Governor Janet Mills (D) will soon learn whether she’s really political bedfellows – even though odd ones – with the nation’s chief justice when it comes to dealing with President Trump.
Republican Chief Justice John Roberts, who owns two pricey oceanfront properties on an island off St. George, today hears arguments in a case that could set limits on Trump’s authority to fire top government officials with whom he’s unhappy.
But though Roberts has long advocated for expansive presidential personnel authority, he – like Democrat Mills – has angrily gone toe to toe with Trump more than once.
Roberts, for instance, has lectured Trump not to criticize lower-court federal rulings just because the deciding judges – as Trump has referred to them – are “Obama judges.”
And Mills, of course, is still riding high on the legacy publicity she received for lecturing Trump during a White House reception shortly after his most recent election about boys playing girls sports.

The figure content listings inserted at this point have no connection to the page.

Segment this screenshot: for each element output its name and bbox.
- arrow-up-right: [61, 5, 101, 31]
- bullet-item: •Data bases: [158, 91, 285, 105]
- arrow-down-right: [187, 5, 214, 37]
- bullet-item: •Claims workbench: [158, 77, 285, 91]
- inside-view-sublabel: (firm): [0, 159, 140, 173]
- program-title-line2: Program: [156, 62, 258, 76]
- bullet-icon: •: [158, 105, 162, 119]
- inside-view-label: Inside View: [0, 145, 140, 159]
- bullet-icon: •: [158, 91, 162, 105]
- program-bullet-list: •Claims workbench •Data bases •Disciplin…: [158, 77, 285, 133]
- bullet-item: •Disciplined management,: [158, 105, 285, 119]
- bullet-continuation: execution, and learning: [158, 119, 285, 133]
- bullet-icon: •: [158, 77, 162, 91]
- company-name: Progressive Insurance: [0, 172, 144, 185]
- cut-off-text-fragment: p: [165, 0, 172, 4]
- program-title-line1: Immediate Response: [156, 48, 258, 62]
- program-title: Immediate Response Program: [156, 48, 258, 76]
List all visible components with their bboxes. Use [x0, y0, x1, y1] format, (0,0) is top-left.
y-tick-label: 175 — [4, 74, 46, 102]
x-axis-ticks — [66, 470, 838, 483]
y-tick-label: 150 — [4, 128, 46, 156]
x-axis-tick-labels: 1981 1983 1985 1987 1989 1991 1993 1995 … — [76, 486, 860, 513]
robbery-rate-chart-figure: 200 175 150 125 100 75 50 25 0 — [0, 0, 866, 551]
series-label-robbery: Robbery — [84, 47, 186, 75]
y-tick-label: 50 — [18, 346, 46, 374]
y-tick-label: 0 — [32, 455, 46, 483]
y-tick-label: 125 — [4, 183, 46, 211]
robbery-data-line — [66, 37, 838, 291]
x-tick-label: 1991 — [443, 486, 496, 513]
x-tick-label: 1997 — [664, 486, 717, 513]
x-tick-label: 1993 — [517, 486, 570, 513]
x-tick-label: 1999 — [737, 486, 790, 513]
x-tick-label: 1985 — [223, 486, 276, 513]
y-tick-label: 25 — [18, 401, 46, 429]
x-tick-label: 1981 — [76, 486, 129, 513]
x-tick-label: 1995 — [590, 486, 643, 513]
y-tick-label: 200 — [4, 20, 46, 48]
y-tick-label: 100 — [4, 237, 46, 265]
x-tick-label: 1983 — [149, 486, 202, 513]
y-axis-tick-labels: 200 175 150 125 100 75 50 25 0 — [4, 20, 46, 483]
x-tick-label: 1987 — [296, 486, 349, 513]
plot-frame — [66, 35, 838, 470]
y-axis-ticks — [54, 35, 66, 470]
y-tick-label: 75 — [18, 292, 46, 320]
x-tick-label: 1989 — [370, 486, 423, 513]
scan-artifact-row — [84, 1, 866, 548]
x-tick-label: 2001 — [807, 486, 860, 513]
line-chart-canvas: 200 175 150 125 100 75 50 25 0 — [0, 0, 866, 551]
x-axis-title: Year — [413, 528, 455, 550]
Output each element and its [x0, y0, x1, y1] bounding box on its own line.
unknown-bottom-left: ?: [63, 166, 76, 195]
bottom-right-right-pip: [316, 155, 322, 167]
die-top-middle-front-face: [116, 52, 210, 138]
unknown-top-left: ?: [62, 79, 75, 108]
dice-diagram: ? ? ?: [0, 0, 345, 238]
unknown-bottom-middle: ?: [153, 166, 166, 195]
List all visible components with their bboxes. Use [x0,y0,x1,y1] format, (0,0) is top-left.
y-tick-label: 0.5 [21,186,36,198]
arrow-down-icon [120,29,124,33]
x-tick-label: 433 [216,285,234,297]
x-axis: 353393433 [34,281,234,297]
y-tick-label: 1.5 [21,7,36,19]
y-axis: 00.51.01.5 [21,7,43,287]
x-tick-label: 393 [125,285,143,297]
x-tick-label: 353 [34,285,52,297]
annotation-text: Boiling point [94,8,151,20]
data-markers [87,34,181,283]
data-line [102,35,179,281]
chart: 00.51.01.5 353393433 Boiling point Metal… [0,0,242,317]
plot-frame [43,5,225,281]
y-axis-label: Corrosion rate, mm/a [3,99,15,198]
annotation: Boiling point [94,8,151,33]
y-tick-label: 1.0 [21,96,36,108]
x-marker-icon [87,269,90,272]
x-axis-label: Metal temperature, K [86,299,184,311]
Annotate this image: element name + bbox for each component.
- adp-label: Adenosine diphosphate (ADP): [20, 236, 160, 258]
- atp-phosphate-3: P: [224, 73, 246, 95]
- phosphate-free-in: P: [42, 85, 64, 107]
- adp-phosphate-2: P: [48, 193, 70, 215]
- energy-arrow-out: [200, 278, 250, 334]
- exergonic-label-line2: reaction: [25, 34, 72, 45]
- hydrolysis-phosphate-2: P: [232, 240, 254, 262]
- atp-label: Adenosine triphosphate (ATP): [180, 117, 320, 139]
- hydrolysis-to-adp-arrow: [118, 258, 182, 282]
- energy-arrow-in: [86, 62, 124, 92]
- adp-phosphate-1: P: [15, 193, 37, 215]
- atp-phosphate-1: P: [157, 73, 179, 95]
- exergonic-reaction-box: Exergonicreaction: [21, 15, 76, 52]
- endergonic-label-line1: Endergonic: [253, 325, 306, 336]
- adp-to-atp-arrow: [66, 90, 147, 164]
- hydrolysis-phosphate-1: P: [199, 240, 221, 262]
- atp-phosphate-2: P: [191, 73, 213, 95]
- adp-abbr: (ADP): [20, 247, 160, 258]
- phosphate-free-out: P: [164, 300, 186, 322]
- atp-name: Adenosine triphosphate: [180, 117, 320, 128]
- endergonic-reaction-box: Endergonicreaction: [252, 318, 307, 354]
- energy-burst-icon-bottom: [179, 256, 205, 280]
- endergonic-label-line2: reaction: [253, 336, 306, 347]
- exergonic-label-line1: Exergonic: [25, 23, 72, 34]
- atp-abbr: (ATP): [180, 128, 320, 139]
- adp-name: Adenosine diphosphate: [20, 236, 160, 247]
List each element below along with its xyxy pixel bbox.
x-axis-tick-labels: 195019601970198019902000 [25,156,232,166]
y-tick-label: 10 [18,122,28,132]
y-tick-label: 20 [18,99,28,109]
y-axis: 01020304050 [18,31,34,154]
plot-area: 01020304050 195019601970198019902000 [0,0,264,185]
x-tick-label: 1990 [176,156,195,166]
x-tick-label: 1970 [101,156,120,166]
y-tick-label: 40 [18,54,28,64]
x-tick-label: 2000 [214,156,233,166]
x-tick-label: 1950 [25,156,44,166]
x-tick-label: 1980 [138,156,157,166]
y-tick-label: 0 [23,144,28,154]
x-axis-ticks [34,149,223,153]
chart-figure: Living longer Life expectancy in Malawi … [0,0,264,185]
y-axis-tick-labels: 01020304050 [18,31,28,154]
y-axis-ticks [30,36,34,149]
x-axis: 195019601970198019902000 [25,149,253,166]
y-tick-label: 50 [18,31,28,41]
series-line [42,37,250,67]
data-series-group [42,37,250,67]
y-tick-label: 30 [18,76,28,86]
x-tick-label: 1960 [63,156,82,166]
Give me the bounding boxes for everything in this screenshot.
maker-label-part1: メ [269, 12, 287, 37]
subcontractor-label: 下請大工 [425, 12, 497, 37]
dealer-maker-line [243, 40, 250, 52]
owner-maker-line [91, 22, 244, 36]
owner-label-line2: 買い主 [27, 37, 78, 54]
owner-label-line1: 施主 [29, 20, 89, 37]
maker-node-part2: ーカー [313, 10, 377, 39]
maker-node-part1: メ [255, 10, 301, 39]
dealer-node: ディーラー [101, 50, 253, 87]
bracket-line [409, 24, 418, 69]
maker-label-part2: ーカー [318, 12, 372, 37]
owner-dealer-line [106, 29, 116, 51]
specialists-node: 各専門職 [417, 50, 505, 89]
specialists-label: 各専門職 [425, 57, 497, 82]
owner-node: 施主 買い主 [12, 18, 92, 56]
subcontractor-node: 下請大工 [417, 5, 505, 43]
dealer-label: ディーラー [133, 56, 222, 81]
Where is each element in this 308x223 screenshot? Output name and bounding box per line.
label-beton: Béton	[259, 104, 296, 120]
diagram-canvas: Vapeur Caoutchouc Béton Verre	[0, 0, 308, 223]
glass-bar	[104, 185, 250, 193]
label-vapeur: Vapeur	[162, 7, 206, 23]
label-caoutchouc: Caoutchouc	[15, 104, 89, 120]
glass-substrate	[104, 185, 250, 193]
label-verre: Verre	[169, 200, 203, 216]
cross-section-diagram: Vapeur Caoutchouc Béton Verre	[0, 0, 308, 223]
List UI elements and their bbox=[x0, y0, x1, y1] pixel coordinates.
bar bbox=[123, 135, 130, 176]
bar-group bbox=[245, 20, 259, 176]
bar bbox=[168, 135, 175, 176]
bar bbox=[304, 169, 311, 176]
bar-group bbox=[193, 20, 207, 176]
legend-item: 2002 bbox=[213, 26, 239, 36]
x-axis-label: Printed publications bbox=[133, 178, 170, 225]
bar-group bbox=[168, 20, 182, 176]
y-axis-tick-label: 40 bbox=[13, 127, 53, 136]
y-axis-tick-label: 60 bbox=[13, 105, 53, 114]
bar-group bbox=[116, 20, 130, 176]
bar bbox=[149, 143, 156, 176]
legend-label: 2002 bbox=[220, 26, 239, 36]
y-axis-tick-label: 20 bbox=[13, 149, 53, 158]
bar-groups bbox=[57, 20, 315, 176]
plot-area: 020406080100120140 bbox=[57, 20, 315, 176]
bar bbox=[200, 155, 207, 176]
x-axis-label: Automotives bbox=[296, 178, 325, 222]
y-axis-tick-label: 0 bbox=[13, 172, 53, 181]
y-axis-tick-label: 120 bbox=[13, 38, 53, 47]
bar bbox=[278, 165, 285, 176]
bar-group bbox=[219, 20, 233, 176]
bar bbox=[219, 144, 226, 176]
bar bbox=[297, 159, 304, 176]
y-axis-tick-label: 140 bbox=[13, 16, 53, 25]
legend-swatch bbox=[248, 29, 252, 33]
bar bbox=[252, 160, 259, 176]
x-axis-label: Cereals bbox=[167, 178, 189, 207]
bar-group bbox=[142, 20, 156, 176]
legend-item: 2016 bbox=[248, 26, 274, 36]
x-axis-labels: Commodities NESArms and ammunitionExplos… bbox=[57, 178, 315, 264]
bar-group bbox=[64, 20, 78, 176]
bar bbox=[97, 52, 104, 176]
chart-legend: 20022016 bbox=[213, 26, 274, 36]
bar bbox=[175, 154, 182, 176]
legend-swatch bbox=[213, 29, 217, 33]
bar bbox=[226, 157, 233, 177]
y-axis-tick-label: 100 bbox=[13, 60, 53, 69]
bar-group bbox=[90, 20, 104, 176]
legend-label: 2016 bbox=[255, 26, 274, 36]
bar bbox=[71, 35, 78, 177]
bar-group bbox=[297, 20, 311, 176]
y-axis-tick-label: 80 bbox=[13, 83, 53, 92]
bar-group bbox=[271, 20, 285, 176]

The Roberts court on Monday heard Trump’s lawyers insist the president has the legal right to fire a Democrat member of the Federal Trade Commission whose policies he believes contradicts his.
But lawyers for Rebecca Slaughter will be claiming that a president can only fire government regulators due to their “inefficiency, neglect of duty, or malfeasance in office.”
The eventual ruling will be sweeping either way it goes.
If it should go against Trump and Roberts joins the opinion, he and Janet may be picnicking this summer off the Rockland coast.
But if Trump prevails with Roberts in his corner, Janet will have to ditch that dream of a campaign commercial as she jockeys to win the U.S. Senate primary late this summer.
Based on one SCOTUS observer, it looks like that picnic might not happen.